To crack down on what he says is a citywide epidemic of prescription drug abuse, New York City Mayor Michael Bloomberg announced a sharp restriction on the availability of pain-killing medications in public hospital emergency rooms.
The city's new policy prevents most public hospital patients from obtaining more than a 3-day supply of narcotic painkillers like Vicodin and Percocet. The new policy also bans outright the prescription of long-acting painkillers, such as OxyContin. Additionally, Fentanyl patches and methadone will also no longer be dispensed at public emergency rooms. Patient prescriptions that have been lost, stolen, or destroyed will no longer be refilled.

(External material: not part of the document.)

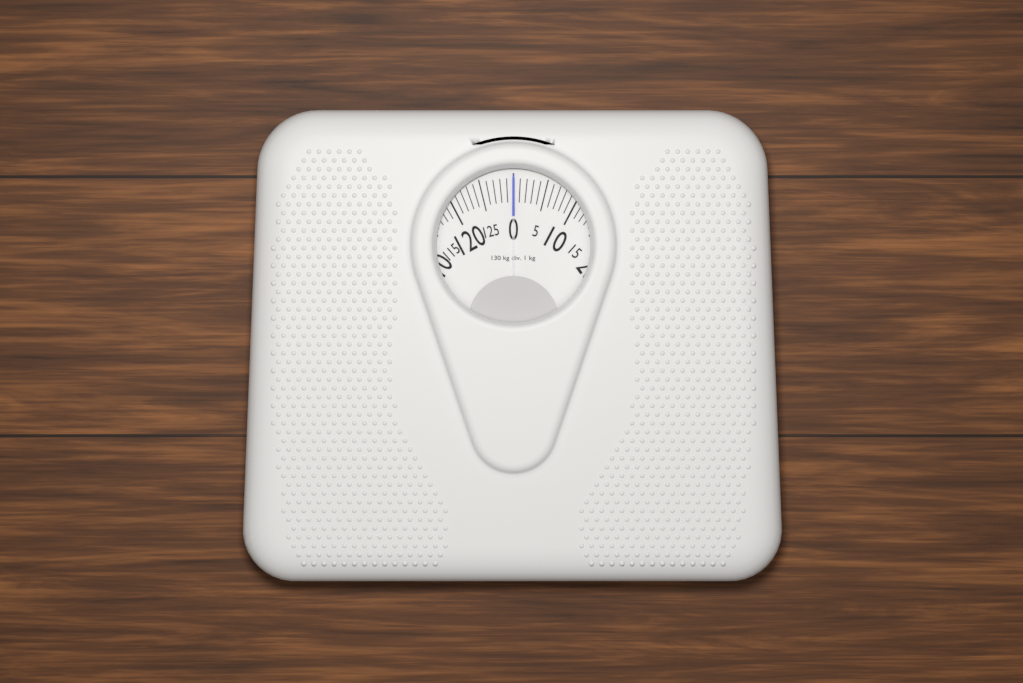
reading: 0 kg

According to Bloomberg, more than a quarter of a million New Yorkers over age 12 are abusing prescription painkillers, resulting in an increase in hospital admissions for overdoses and deaths.
"Abuse of prescription painkillers in our city has increased alarmingly," Bloomberg said at a Thursday press conference where he compared doctors who write false prescriptions to "holdups at neighborhood pharmacies."
Though the announcement was met overall with praise, some critics fear the new policy will have a negative impact on poor and uninsured patients who often use emergency rooms, particularly in public hospitals, as their primary source of medical care.
"Here is my problem with legislative medicine. It prevents me from being a professional and using my judgment," Dr. Alex Rosenau, president-elect of the American College of Emergency Physicians, told the
New York Times.
The new guidelines would not apply to patients who require such prescriptions for cancer pain or palliative care according to city health officials, adding that the restrictions would not affect hospital prescriptions outside the emergency room.
"There will be no chance that the patients who need pain relief will not get pain relief," said Dr. Ross Wilson, senior vice president and chief medical officer of the Health and Hospitals Corporation, which runs the city's public hospitals.
According to NYC Health Commissioner Dr. Thomas A. Farley, similar policies have been introduced at hospitals in Washington State and Utah. During the news conference, Farley referred to powerful painkillers which have been found to be highly-addictive as "heroin in pill form."
More than 170 accidental overdose deaths reported in the city in 2010 were tied to painkillers, according to Dr. Farley.